David Läwen
Publications
Workshop on Type-Driven Development (TyDe), September 2022
PDF | DOI | Talk by David Binder
Talks
Master's Thesis
Abstract
Systems based on the Curry-Howard correspondence are rendered unsound by diverging terms; as such, self-referential definitions are typically restricted to ensure termination. For coinductive types, this involves checking productivity, i.e., that any finite prefix of the data can be computed in finite time. Syntactic conditions (such as Rocq’s productivity checker) can be used, but are known to reject valid productive definitions.
A more flexible approach due to Nakano [2000] is to enforce productivity through a guarded typing discipline. We consider a guarded extension of the simply-typed lambda calculus, based on the work of Clouston et al. [2016], which features the so-called later type former ▸. The system admits unrestricted self-references (including negative ones), provided that a definition of type τ refers to itself only ‘later’, at type ▸ τ.
Executing these guarded programs efficiently is an open problem; at the same time, the ▸ type former and its associated term formers appear essential only to type checking, suggesting that we can erase them while retaining the strong guarantees they provide.
We present a program translation from the guarded language to untyped λ-calculus, for which we verify preservation of program behaviour, including productivity. To show that our source language enforces productivity, we give a mechanised proof of strong normalisation, an existing result from the literature. Both results are proved using a logical relation that interprets types in a step-indexed logic, and are machine-checked using the Rocq Prover and Iris framework.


In the records below, tally every line containing "role". Report only the total.

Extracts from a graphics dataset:

===============

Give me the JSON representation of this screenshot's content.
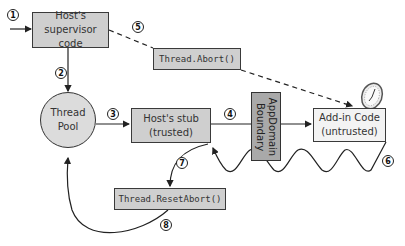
{
  "nodes": {
    "supervisor": {
      "line1": "Host's",
      "line2": "supervisor code"
    },
    "thread_abort": {
      "label": "Thread.Abort()"
    },
    "thread_pool": {
      "line1": "Thread",
      "line2": "Pool"
    },
    "host_stub": {
      "line1": "Host's stub",
      "line2": "(trusted)"
    },
    "boundary": {
      "label": "AppDomain\nBoundary"
    },
    "addin": {
      "line1": "Add-in Code",
      "line2": "(untrusted)"
    },
    "reset_abort": {
      "label": "Thread.ResetAbort()"
    }
  },
  "steps": [
    "1",
    "2",
    "3",
    "4",
    "5",
    "6",
    "7",
    "8"
  ],
  "colors": {
    "box_gray": "#cfcfcf",
    "box_light": "#f3f3f3",
    "boundary": "#a9a9a9",
    "stroke": "#333333"
  }
}
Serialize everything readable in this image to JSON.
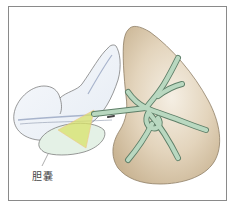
{
  "figure": {
    "type": "anatomical-illustration",
    "labels": {
      "gallbladder": "胆嚢"
    },
    "colors": {
      "frame": "#8a8a8a",
      "liver_fill": "#d9c6a8",
      "liver_highlight": "#f3ece0",
      "liver_outline": "#8f7f66",
      "bile_duct_fill": "#b9d8c0",
      "bile_duct_outline": "#5e7f68",
      "gallbladder_fill": "#e4f1e6",
      "stomach_fill": "#eef2f7",
      "outline": "#6f6f6f",
      "highlight_yellow": "#d8e26a"
    },
    "structures": [
      "liver",
      "bile-ducts",
      "gallbladder",
      "stomach-duodenum",
      "highlighted-triangle"
    ]
  }
}
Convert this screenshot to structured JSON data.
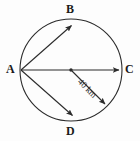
{
  "figure": {
    "type": "circle-geometry-diagram",
    "background_color": "#fdfdfd",
    "stroke_color": "#2b2b2b",
    "circle": {
      "center_x": 71,
      "center_y": 70,
      "radius": 51,
      "fill": "none"
    },
    "center_dot": {
      "label": "",
      "x": 71,
      "y": 70,
      "radius": 1.6
    },
    "points": [
      {
        "id": "A",
        "label": "A",
        "x": 20,
        "y": 70,
        "position": "left"
      },
      {
        "id": "B",
        "label": "B",
        "x": 73,
        "y": 23,
        "position": "top"
      },
      {
        "id": "C",
        "label": "C",
        "x": 122,
        "y": 70,
        "position": "right"
      },
      {
        "id": "D",
        "label": "D",
        "x": 74,
        "y": 118,
        "position": "bottom"
      }
    ],
    "arrows": [
      {
        "id": "A-to-B",
        "from": "A",
        "to": "B",
        "x1": 21,
        "y1": 70,
        "x2": 72,
        "y2": 25,
        "arrowhead": "end"
      },
      {
        "id": "A-to-C",
        "from": "A",
        "to": "C",
        "x1": 21,
        "y1": 70,
        "x2": 120,
        "y2": 70,
        "arrowhead": "end"
      },
      {
        "id": "A-to-D",
        "from": "A",
        "to": "D",
        "x1": 21,
        "y1": 70,
        "x2": 73,
        "y2": 116,
        "arrowhead": "end"
      },
      {
        "id": "center-to-edge",
        "from": "center",
        "to": "circle-edge",
        "x1": 72,
        "y1": 71,
        "x2": 106,
        "y2": 105,
        "arrowhead": "end"
      }
    ],
    "measurements": [
      {
        "id": "radius-measure",
        "value": "40 km",
        "quantity": 40,
        "unit": "km",
        "rotation_deg": 45,
        "applies_to": "center-to-edge"
      }
    ]
  }
}
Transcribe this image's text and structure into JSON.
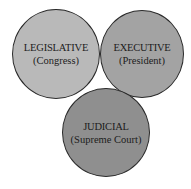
{
  "diagram": {
    "type": "three-circle branches of government",
    "branches": [
      {
        "id": "legislative",
        "title": "LEGISLATIVE",
        "subtitle": "(Congress)",
        "fill": "#b9b9b9"
      },
      {
        "id": "executive",
        "title": "EXECUTIVE",
        "subtitle": "(President)",
        "fill": "#a3a3a3"
      },
      {
        "id": "judicial",
        "title": "JUDICIAL",
        "subtitle": "(Supreme Court)",
        "fill": "#8f8f8f"
      }
    ],
    "outline_color": "#2a2a2a"
  }
}
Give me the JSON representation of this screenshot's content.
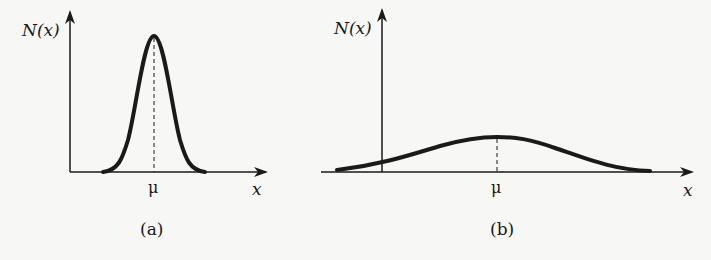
{
  "figure": {
    "panels": [
      {
        "id": "a",
        "caption": "(a)",
        "y_axis_label": "N(x)",
        "x_axis_label": "x",
        "mean_label": "μ",
        "description": "narrow, tall bell curve (small variance)"
      },
      {
        "id": "b",
        "caption": "(b)",
        "y_axis_label": "N(x)",
        "x_axis_label": "x",
        "mean_label": "μ",
        "description": "wide, flat bell curve (large variance)"
      }
    ],
    "colors": {
      "ink": "#1a1a1a",
      "background": "#f7f7f5"
    }
  }
}
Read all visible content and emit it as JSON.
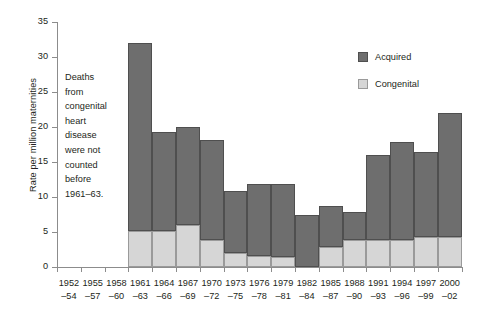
{
  "chart_data": {
    "type": "bar",
    "stacked": true,
    "title": "",
    "xlabel": "",
    "ylabel": "Rate per million maternities",
    "ylim": [
      0,
      35
    ],
    "yticks": [
      0,
      5,
      10,
      15,
      20,
      25,
      30,
      35
    ],
    "grid": false,
    "legend_position": "top-right",
    "categories": [
      "1952–54",
      "1955–57",
      "1958–60",
      "1961–63",
      "1964–66",
      "1967–69",
      "1970–72",
      "1973–75",
      "1976–78",
      "1979–81",
      "1982–84",
      "1985–87",
      "1988–90",
      "1991–93",
      "1994–96",
      "1997–99",
      "2000–02"
    ],
    "category_lines": [
      [
        "1952",
        "–54"
      ],
      [
        "1955",
        "–57"
      ],
      [
        "1958",
        "–60"
      ],
      [
        "1961",
        "–63"
      ],
      [
        "1964",
        "–66"
      ],
      [
        "1967",
        "–69"
      ],
      [
        "1970",
        "–72"
      ],
      [
        "1973",
        "–75"
      ],
      [
        "1976",
        "–78"
      ],
      [
        "1979",
        "–81"
      ],
      [
        "1982",
        "–84"
      ],
      [
        "1985",
        "–87"
      ],
      [
        "1988",
        "–90"
      ],
      [
        "1991",
        "–93"
      ],
      [
        "1994",
        "–96"
      ],
      [
        "1997",
        "–99"
      ],
      [
        "2000",
        "–02"
      ]
    ],
    "series": [
      {
        "name": "Congenital",
        "color": "#d6d6d6",
        "values": [
          null,
          null,
          null,
          5.2,
          5.2,
          6.0,
          3.9,
          2.0,
          1.6,
          1.4,
          0.0,
          2.8,
          3.8,
          3.9,
          3.9,
          4.3,
          4.3
        ]
      },
      {
        "name": "Acquired",
        "color": "#6e6e6e",
        "values": [
          null,
          null,
          null,
          26.8,
          14.1,
          14.0,
          14.2,
          8.8,
          10.2,
          10.5,
          7.5,
          5.9,
          4.0,
          12.1,
          13.9,
          12.2,
          17.7
        ]
      }
    ],
    "totals": [
      null,
      null,
      null,
      32.0,
      19.3,
      20.0,
      18.1,
      10.8,
      11.8,
      11.9,
      7.5,
      8.7,
      7.8,
      16.0,
      17.8,
      16.5,
      22.0
    ],
    "annotation": {
      "lines": [
        "Deaths",
        "from",
        "congenital",
        "heart",
        "disease",
        "were not",
        "counted",
        "before",
        "1961–63."
      ]
    }
  },
  "legend": {
    "items": [
      {
        "label": "Acquired",
        "swatch": "acquired"
      },
      {
        "label": "Congenital",
        "swatch": "congenital"
      }
    ]
  }
}
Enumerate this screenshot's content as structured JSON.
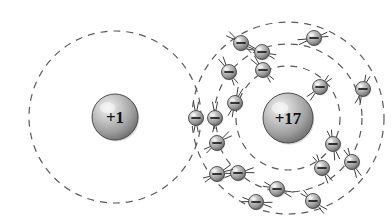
{
  "diagram": {
    "background_color": "#ffffff",
    "width": 391,
    "height": 224,
    "shell_style": {
      "stroke_color": "#5a5a5a",
      "stroke_width": 1.2,
      "dash_pattern": "7,6"
    },
    "electron_style": {
      "body_light": "#e8e8e8",
      "body_mid": "#9a9a9a",
      "body_dark": "#5e5e5e",
      "outline_color": "#4a4a4a",
      "sign_color": "#1a1a1a",
      "stem_color": "#3f3f3f",
      "radius": 7.5,
      "symbol": "minus-sign"
    },
    "nucleus_style": {
      "body_light": "#efefef",
      "body_mid": "#a8a8a8",
      "body_dark": "#6a6a6a",
      "outline_color": "#4a4a4a",
      "text_color": "#101010"
    }
  },
  "atoms": [
    {
      "id": "hydrogen",
      "name": "hydrogen-atom",
      "nucleus_label": "+1",
      "nucleus_charge": 1,
      "nucleus_cx": 115,
      "nucleus_cy": 117,
      "nucleus_r": 23,
      "nucleus_font_size": 17,
      "shells": [
        {
          "name": "hydrogen-shell-1",
          "label": "K",
          "cx": 115,
          "cy": 117,
          "r": 86,
          "electron_count": 0
        }
      ]
    },
    {
      "id": "chlorine",
      "name": "chlorine-atom",
      "nucleus_label": "+17",
      "nucleus_charge": 17,
      "nucleus_cx": 288,
      "nucleus_cy": 118,
      "nucleus_r": 25,
      "nucleus_font_size": 17,
      "shells": [
        {
          "name": "chlorine-shell-1",
          "label": "K",
          "cx": 288,
          "cy": 118,
          "r": 52,
          "electron_count": 2
        },
        {
          "name": "chlorine-shell-2",
          "label": "L",
          "cx": 288,
          "cy": 118,
          "r": 74,
          "electron_count": 8
        },
        {
          "name": "chlorine-shell-3",
          "label": "M",
          "cx": 288,
          "cy": 118,
          "r": 96,
          "electron_count": 7
        }
      ]
    }
  ],
  "electrons": [
    {
      "name": "electron-cl-k-1",
      "shell": "chlorine-shell-1",
      "cx": 235,
      "cy": 103,
      "stem_angle": 70
    },
    {
      "name": "electron-cl-k-2",
      "shell": "chlorine-shell-1",
      "cx": 263,
      "cy": 70,
      "stem_angle": 130
    },
    {
      "name": "electron-cl-l-1",
      "shell": "chlorine-shell-2",
      "cx": 217,
      "cy": 143,
      "stem_angle": 35
    },
    {
      "name": "electron-cl-l-2",
      "shell": "chlorine-shell-2",
      "cx": 238,
      "cy": 173,
      "stem_angle": 10
    },
    {
      "name": "electron-cl-l-3",
      "shell": "chlorine-shell-2",
      "cx": 277,
      "cy": 189,
      "stem_angle": 340
    },
    {
      "name": "electron-cl-l-4",
      "shell": "chlorine-shell-2",
      "cx": 322,
      "cy": 168,
      "stem_angle": 300
    },
    {
      "name": "electron-cl-l-5",
      "shell": "chlorine-shell-2",
      "cx": 333,
      "cy": 144,
      "stem_angle": 285
    },
    {
      "name": "electron-cl-l-6",
      "shell": "chlorine-shell-2",
      "cx": 320,
      "cy": 87,
      "stem_angle": 225
    },
    {
      "name": "electron-cl-l-7",
      "shell": "chlorine-shell-2",
      "cx": 262,
      "cy": 52,
      "stem_angle": 160
    },
    {
      "name": "electron-cl-l-8",
      "shell": "chlorine-shell-2",
      "cx": 229,
      "cy": 72,
      "stem_angle": 120
    },
    {
      "name": "electron-cl-m-1",
      "shell": "chlorine-shell-3",
      "cx": 217,
      "cy": 174,
      "stem_angle": 25
    },
    {
      "name": "electron-cl-m-2",
      "shell": "chlorine-shell-3",
      "cx": 256,
      "cy": 202,
      "stem_angle": 350
    },
    {
      "name": "electron-cl-m-3",
      "shell": "chlorine-shell-3",
      "cx": 313,
      "cy": 201,
      "stem_angle": 320
    },
    {
      "name": "electron-cl-m-4",
      "shell": "chlorine-shell-3",
      "cx": 352,
      "cy": 162,
      "stem_angle": 295
    },
    {
      "name": "electron-cl-m-5",
      "shell": "chlorine-shell-3",
      "cx": 363,
      "cy": 89,
      "stem_angle": 250
    },
    {
      "name": "electron-cl-m-6",
      "shell": "chlorine-shell-3",
      "cx": 314,
      "cy": 38,
      "stem_angle": 195
    },
    {
      "name": "electron-cl-m-7",
      "shell": "chlorine-shell-3",
      "cx": 241,
      "cy": 43,
      "stem_angle": 145
    },
    {
      "name": "electron-shared-1",
      "shell": "shared-pair",
      "cx": 196,
      "cy": 118,
      "stem_angle": 90
    },
    {
      "name": "electron-shared-2",
      "shell": "shared-pair",
      "cx": 215,
      "cy": 118,
      "stem_angle": 90
    }
  ],
  "chart_data": {
    "type": "diagram",
    "entities": [
      {
        "label": "+1",
        "role": "hydrogen nucleus",
        "shells": 1,
        "electrons_per_shell": [
          1
        ]
      },
      {
        "label": "+17",
        "role": "chlorine nucleus",
        "shells": 3,
        "electrons_per_shell": [
          2,
          8,
          7
        ]
      }
    ],
    "shared_electron_pair": 2,
    "total_electrons_drawn": 19,
    "legend": [],
    "xlabel": "",
    "ylabel": ""
  }
}
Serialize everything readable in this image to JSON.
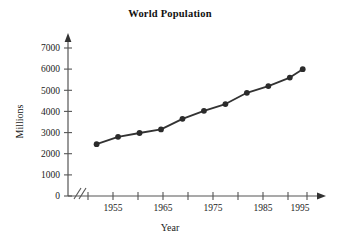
{
  "chart_data": {
    "type": "line",
    "title": "World Population",
    "xlabel": "Year",
    "ylabel": "Millions",
    "grid": false,
    "legend": null,
    "xlim": [
      1950,
      2001
    ],
    "ylim": [
      0,
      7000
    ],
    "x_axis_break": true,
    "x_axis_break_symbol": "//",
    "x_tick_values": [
      1950,
      1955,
      1960,
      1965,
      1970,
      1975,
      1980,
      1985,
      1990,
      1995,
      2000
    ],
    "x_tick_labels": [
      "",
      "1955",
      "",
      "1965",
      "",
      "1975",
      "",
      "1985",
      "",
      "1995",
      ""
    ],
    "y_tick_values": [
      0,
      1000,
      2000,
      3000,
      4000,
      5000,
      6000,
      7000
    ],
    "y_tick_labels": [
      "0",
      "1000",
      "2000",
      "3000",
      "4000",
      "5000",
      "6000",
      "7000"
    ],
    "series": [
      {
        "name": "World Population",
        "marker": "filled-circle",
        "color": "#333333",
        "x": [
          1952,
          1957,
          1962,
          1967,
          1972,
          1977,
          1982,
          1987,
          1992,
          1997,
          2000
        ],
        "values": [
          2450,
          2800,
          2980,
          3150,
          3650,
          4030,
          4350,
          4880,
          5200,
          5600,
          6000
        ]
      }
    ]
  },
  "axis": {
    "x_label": "Year",
    "y_label": "Millions"
  },
  "colors": {
    "line": "#333333",
    "marker": "#2b2b2b",
    "axis": "#555555",
    "text": "#1a1a1a"
  }
}
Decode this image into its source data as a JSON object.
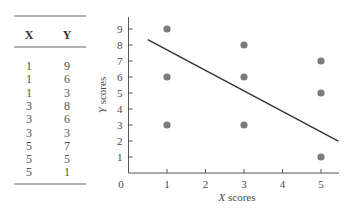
{
  "table": {
    "headers": [
      "X",
      "Y"
    ],
    "rows": [
      [
        "1",
        "9"
      ],
      [
        "1",
        "6"
      ],
      [
        "1",
        "3"
      ],
      [
        "3",
        "8"
      ],
      [
        "3",
        "6"
      ],
      [
        "3",
        "3"
      ],
      [
        "5",
        "7"
      ],
      [
        "5",
        "5"
      ],
      [
        "5",
        "1"
      ]
    ]
  },
  "chart_data": {
    "type": "scatter",
    "title": "",
    "xlabel": "X scores",
    "ylabel": "Y scores",
    "xlim": [
      0,
      5.5
    ],
    "ylim": [
      0,
      9.5
    ],
    "x_ticks": [
      1,
      2,
      3,
      4,
      5
    ],
    "y_ticks": [
      1,
      2,
      3,
      4,
      5,
      6,
      7,
      8,
      9
    ],
    "origin_label": "0",
    "grid": false,
    "legend": null,
    "series": [
      {
        "name": "scores",
        "points": [
          {
            "x": 1,
            "y": 9
          },
          {
            "x": 1,
            "y": 6
          },
          {
            "x": 1,
            "y": 3
          },
          {
            "x": 3,
            "y": 8
          },
          {
            "x": 3,
            "y": 6
          },
          {
            "x": 3,
            "y": 3
          },
          {
            "x": 5,
            "y": 7
          },
          {
            "x": 5,
            "y": 5
          },
          {
            "x": 5,
            "y": 1
          }
        ],
        "color": "#7a7a7a"
      }
    ],
    "regression_line": {
      "x_start": 0.5,
      "y_start": 8.33,
      "x_end": 5.45,
      "y_end": 1.99,
      "slope": -1.0,
      "intercept": 8.0,
      "color": "#333333"
    }
  },
  "colors": {
    "axis": "#555555",
    "text": "#4a4a4a",
    "point": "#7a7a7a",
    "line": "#333333",
    "rule": "#666666"
  }
}
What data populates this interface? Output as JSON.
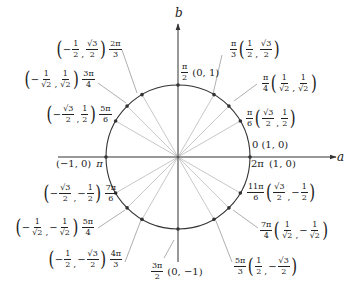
{
  "diagram": {
    "center": [
      178,
      157
    ],
    "radius": 72,
    "axes": {
      "horizontal_label": "a",
      "vertical_label": "b",
      "h_start_x": 58,
      "h_end_x": 336,
      "v_start_y": 262,
      "v_end_y": 24
    },
    "colors": {
      "circle": "#333333",
      "axis": "#333333",
      "ray": "#c8c8c8",
      "leader": "#9a9a9a",
      "point": "#333333",
      "text": "#222222"
    }
  },
  "points": [
    {
      "angle_deg": 0,
      "angle_label": "0",
      "coord": "(1, 0)"
    },
    {
      "angle_deg": 30,
      "angle_label": "π/6",
      "coord": "(√3/2, 1/2)"
    },
    {
      "angle_deg": 45,
      "angle_label": "π/4",
      "coord": "(1/√2, 1/√2)"
    },
    {
      "angle_deg": 60,
      "angle_label": "π/3",
      "coord": "(1/2, √3/2)"
    },
    {
      "angle_deg": 90,
      "angle_label": "π/2",
      "coord": "(0, 1)"
    },
    {
      "angle_deg": 120,
      "angle_label": "2π/3",
      "coord": "(−1/2, √3/2)"
    },
    {
      "angle_deg": 135,
      "angle_label": "3π/4",
      "coord": "(−1/√2, 1/√2)"
    },
    {
      "angle_deg": 150,
      "angle_label": "5π/6",
      "coord": "(−√3/2, 1/2)"
    },
    {
      "angle_deg": 180,
      "angle_label": "π",
      "coord": "(−1, 0)"
    },
    {
      "angle_deg": 210,
      "angle_label": "7π/6",
      "coord": "(−√3/2, −1/2)"
    },
    {
      "angle_deg": 225,
      "angle_label": "5π/4",
      "coord": "(−1/√2, −1/√2)"
    },
    {
      "angle_deg": 240,
      "angle_label": "4π/3",
      "coord": "(−1/2, −√3/2)"
    },
    {
      "angle_deg": 270,
      "angle_label": "3π/2",
      "coord": "(0, −1)"
    },
    {
      "angle_deg": 300,
      "angle_label": "5π/3",
      "coord": "(1/2, −√3/2)"
    },
    {
      "angle_deg": 315,
      "angle_label": "7π/4",
      "coord": "(1/√2, −1/√2)"
    },
    {
      "angle_deg": 330,
      "angle_label": "11π/6",
      "coord": "(√3/2, −1/2)"
    },
    {
      "angle_deg": 360,
      "angle_label": "2π",
      "coord": "(1, 0)"
    }
  ],
  "labels": {
    "zero": {
      "angle": "0",
      "coord": "(1, 0)"
    },
    "two_pi": {
      "angle": "2π",
      "coord": "(1, 0)"
    },
    "pi_6": {
      "num": "π",
      "den": "6",
      "x_num": "√3",
      "x_den": "2",
      "y_num": "1",
      "y_den": "2"
    },
    "pi_4": {
      "num": "π",
      "den": "4",
      "x_num": "1",
      "x_den": "√2",
      "y_num": "1",
      "y_den": "√2"
    },
    "pi_3": {
      "num": "π",
      "den": "3",
      "x_num": "1",
      "x_den": "2",
      "y_num": "√3",
      "y_den": "2"
    },
    "pi_2": {
      "num": "π",
      "den": "2",
      "coord": "(0, 1)"
    },
    "two_pi_3": {
      "num": "2π",
      "den": "3",
      "x_sign": "−",
      "x_num": "1",
      "x_den": "2",
      "y_num": "√3",
      "y_den": "2"
    },
    "three_pi_4": {
      "num": "3π",
      "den": "4",
      "x_sign": "−",
      "x_num": "1",
      "x_den": "√2",
      "y_num": "1",
      "y_den": "√2"
    },
    "five_pi_6": {
      "num": "5π",
      "den": "6",
      "x_sign": "−",
      "x_num": "√3",
      "x_den": "2",
      "y_num": "1",
      "y_den": "2"
    },
    "pi": {
      "angle": "π",
      "coord": "(−1, 0)"
    },
    "seven_pi_6": {
      "num": "7π",
      "den": "6",
      "x_sign": "−",
      "x_num": "√3",
      "x_den": "2",
      "y_sign": "−",
      "y_num": "1",
      "y_den": "2"
    },
    "five_pi_4": {
      "num": "5π",
      "den": "4",
      "x_sign": "−",
      "x_num": "1",
      "x_den": "√2",
      "y_sign": "−",
      "y_num": "1",
      "y_den": "√2"
    },
    "four_pi_3": {
      "num": "4π",
      "den": "3",
      "x_sign": "−",
      "x_num": "1",
      "x_den": "2",
      "y_sign": "−",
      "y_num": "√3",
      "y_den": "2"
    },
    "three_pi_2": {
      "num": "3π",
      "den": "2",
      "coord": "(0, −1)"
    },
    "five_pi_3": {
      "num": "5π",
      "den": "3",
      "x_num": "1",
      "x_den": "2",
      "y_sign": "−",
      "y_num": "√3",
      "y_den": "2"
    },
    "seven_pi_4": {
      "num": "7π",
      "den": "4",
      "x_num": "1",
      "x_den": "√2",
      "y_sign": "−",
      "y_num": "1",
      "y_den": "√2"
    },
    "eleven_pi_6": {
      "num": "11π",
      "den": "6",
      "x_num": "√3",
      "x_den": "2",
      "y_sign": "−",
      "y_num": "1",
      "y_den": "2"
    }
  }
}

===============

• **Your response**: 2